A USA Today/CNN/Gallup poll in March showed 68% of respondents rejecting same-sex marriage. Even in Hawaii, 71% of people polled by the Honolulu Advertiser last month said they opposed it.

But David Smith, an official with the Human Rights Campaign, the nation’s largest gay and lesbian advocacy group, thinks the opposition will lose ground as the gay marriage debate churns. People are bound to notice, Smith says, “that gay people do have strong families . . . that we live lives very similar to theirs, lives that are the antithesis of how they portray us: wild, single-minded, promiscuous.”

Activists who support expanding gay rights say that sexual orientation is an inherent human quality and thus no more a moral issue than the color of one’s eyes.

Advertisement

Those who oppose the idea of rights based on a person’s sexuality tend to argue that homosexuality is biblically proscribed behavior, which, like all sin, one can choose or refuse.

The scientific jury is still out on possible biological origins of homosexuality, and the marriage issue is only widening the religious schism.

When the 1,750-member Central Conference of American Rabbis passed a resolution endorsing legal homosexual marriages, Rabbi Jerome Davidson said: “If two people love each other and create a lasting, binding relationship, they deserve to have their religion’s blessing.”

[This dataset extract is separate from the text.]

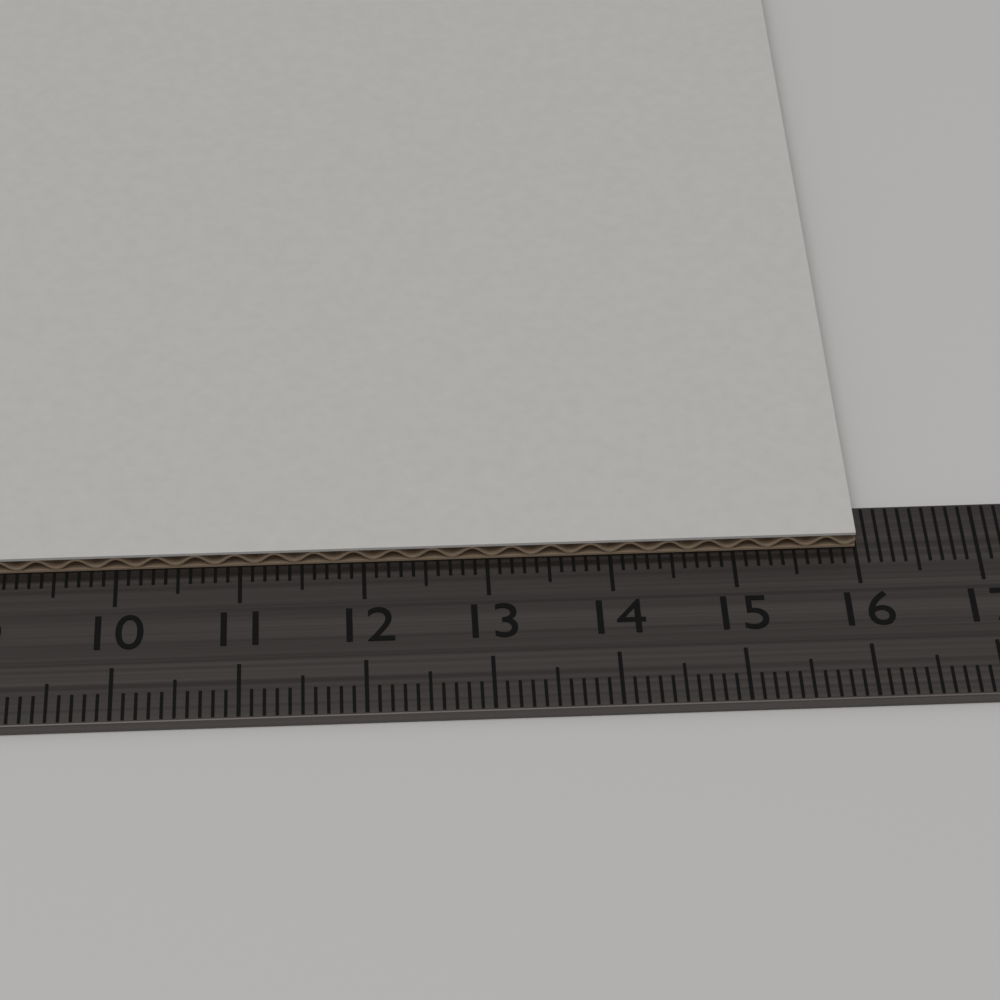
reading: 16.0 cm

On the other hand, Richard Land, president of the Southern Baptist Convention’s Christian Life Commission, recently said that legalizing same-sex marriage would be “an unmitigated moral, social and societal disaster.”

Which is why the political debate tends to focus on the pragmatic. Practically speaking, legalization of same-sex marriage would have an array of repercussions. Tax rates, insurance payments, property rights, child custody disputes and social security benefits are just a few matters that would be affected.

Many social conservatives, however, say they are motivated by deeper concerns.

At the Des Moines rally, for instance, the audience cheered approval as an organizer read Dole’s letter of support. “ . . . It is now no longer a matter of dispute,” the GOP candidate wrote, “that many of the social ills that plague our society--violent crime, drug abuse, welfare dependency--are directly linked with the collapse of the two-parent family.”

Advertisement

And Dole made clear that the sort of two-parent family America needs to fix its problems is strictly the “husband and wife” kind.

But there is a contrary, yet decidedly conservative argument for expanding that view, argues Andrew Sullivan, the editor of the New Republic.

“Even in our society as it is, many gay and lesbian relationships are virtual textbooks of monogamous commitment,” Sullivan writes in his book, “Virtually Normal--An Argument About Homosexuality.” Expanding legal marriage to include same-sex couples, he says, would bring that group more securely into the cultural fold, healing old wounds and strengthening the social fabric.

Few social conservatives begrudge gay couples “their own ceremony of some kind--that’s their own business,” says Robert Knight, of the Family Research Council in Washington. “But when you bring the law into it, you force it on everyone . . . that has huge consequences.”

“I find it amazing,” Knight says, “that some radical judges in Hawaii may get to dictate the moral code for the entire nation, against the will of the vast majority.”